117,000 searches of suspected terrorists in 2008.European court condemns police misuse of stop and search
Officers using Terrorism Act against citizens on 'a hunch' means serious risk of discrimination, say judges
The home secretary, Alan Johnson, appears to be in serious trouble over a ruling today by the European court of human rights against the unlawful police use of counter-terrorism stop and search powers on peace protesters and photographers.
If the seven European judges, including the British judge Sir Nicolas Bratza, had simply ruled that the use of the powers was not "sufficiently circumscribed", a simple amendment to the crime and security bill could have put it right.
But the judgment – in the case of Kevin Gillan and Pennie Quinton, who were stopped and searched on their way to a demonstration outside the Excel Centre in east London in 2003 – is far wider than that. It criticises the entire process by which section 44 stop and searches under the Terrorism Act 2000 are authorised by the home secretary, and highlights a lack of adequate parliamentary and legal safeguards against abuse.
The judges say that because officers' decisions about whether to stop and search someone in a designated area are based solely on a hunch or professional intuition, the effect is "a clear risk of arbitrariness".
The concerns over this power being so widely framed have led the judges to draw attention to a serious risk of discrimination against black and Asian people, and misuse against demonstrators. There were more than 117,000 searches under these powers in 2008, by 12 police forces across England and Wales, which shows that what is at stake is a key element of the government's counter-terrorism strategy. Home Office lawyers were tonight combing the judgment to see if they could advise the police to carry on with searches while lodging an appeal to the 17-member grand chamber of the European court of human rights.

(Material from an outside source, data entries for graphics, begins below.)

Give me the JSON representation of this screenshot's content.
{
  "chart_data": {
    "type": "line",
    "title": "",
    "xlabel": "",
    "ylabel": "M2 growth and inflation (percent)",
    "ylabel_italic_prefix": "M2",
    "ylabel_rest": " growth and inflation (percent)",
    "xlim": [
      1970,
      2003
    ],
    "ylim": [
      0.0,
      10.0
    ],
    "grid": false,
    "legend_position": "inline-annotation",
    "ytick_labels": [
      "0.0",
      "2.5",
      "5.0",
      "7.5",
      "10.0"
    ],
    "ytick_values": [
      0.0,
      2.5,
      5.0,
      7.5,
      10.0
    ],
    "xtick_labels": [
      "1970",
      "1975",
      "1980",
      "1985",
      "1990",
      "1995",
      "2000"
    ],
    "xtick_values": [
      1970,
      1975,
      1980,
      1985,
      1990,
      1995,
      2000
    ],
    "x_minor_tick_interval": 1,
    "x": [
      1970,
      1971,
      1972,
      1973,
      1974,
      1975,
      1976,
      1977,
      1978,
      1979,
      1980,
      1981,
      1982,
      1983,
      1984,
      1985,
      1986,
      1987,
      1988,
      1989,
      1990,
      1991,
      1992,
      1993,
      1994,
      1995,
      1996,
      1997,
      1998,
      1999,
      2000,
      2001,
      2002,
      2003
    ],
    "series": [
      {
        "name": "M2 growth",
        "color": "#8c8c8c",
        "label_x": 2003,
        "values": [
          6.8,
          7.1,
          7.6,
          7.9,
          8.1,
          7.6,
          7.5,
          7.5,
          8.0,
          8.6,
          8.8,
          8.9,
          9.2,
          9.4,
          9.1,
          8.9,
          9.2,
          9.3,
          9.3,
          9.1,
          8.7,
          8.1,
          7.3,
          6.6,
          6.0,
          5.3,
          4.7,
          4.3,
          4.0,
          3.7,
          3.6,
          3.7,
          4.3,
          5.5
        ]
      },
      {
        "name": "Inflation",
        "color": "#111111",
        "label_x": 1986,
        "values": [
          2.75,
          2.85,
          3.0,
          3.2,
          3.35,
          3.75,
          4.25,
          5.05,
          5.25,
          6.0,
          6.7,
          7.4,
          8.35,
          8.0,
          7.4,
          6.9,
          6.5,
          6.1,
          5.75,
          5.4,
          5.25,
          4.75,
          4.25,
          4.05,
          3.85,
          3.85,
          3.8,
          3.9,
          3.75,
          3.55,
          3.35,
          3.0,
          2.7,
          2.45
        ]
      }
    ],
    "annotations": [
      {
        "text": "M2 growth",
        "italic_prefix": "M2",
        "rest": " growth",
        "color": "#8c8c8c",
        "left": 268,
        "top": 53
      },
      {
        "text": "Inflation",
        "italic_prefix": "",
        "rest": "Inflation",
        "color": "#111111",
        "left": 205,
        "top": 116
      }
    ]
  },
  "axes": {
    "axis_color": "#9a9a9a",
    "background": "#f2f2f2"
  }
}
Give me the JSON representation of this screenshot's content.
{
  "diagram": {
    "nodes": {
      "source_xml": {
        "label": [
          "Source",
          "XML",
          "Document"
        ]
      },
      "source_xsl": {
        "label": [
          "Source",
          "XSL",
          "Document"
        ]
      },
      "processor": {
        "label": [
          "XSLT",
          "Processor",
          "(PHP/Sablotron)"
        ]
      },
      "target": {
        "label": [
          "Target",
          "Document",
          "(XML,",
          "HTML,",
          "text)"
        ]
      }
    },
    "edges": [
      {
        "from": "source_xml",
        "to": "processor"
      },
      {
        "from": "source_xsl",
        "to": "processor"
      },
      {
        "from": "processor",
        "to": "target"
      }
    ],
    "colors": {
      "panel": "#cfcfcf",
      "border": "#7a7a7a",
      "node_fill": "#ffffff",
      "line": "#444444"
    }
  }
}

Ministers took this step in one other high-profile case recently. They challenged the ECHR ruling that prisoners should be given the right to vote, a decision on which, four years later, the government has still not complied.
It now seems the decision by the Met last year to scale down use of section 44 searches was a calculated attempt to avoid this outcome at the European court.
A key factor in the judgment was that all of Greater London was quietly designated as suitable for these searches, and this power remained in force for several years. The powers were supposed to be used in limited areas designated by the police, confirmed within 48 hours by the home secretary and renewed every 28 days.
The sheer scale of the stop and searches has made clear that these counter-terrorism powers – under which police are supposed to be searching for "articles that could be used in connection with terrorism" – have become another tactic in daily police encounters with the public, regardless of whether people are tourists taking photographs or peace protesters outside an arms fair.
Use of the powers has quadrupled since they were used to throw Walter Wolfgang out of the Labour party conference for heckling Jack Straw in 2005. Last year the Met tried to restrict the use of section 44 to certain areas, for example near parliament. But that move goes nowhere near complying with this judgment.
Lord Carlile, the official reviewer of terrorism laws, said today a change in the law was needed, including clarification that the searches had to be "necessary" rather than just "expedient". He also thought chief constables would have to give much closer consideration to the granting of authorisation to use the powers.
But the group Liberty, which brought the case for Gillan and Quinton, believes the power should be used only if there is a specific threat of terrorism, and only for 24 hours. Renewals longer than a week would require the home secretary's approval. But Johnson has chosen to fight the judgment. So every time the police stop someone , there will be a question mark.
Alan Travis
Also, http://www.guardian.co.uk/uk/2010/jan/1 ... ys-illegal police used the 1984 Police and Criminal Evidence Act to search 11 year old twins. The Act requires the police to have reasonable suspicion that an individual is carrying prohibited weapons. These twins, and an unspecified number of the 3,500 protesters herded through "airport-style" checkpoints, were illegally searched.
It isn't safe to be in Britain with a camera, or anywhere near a protest now.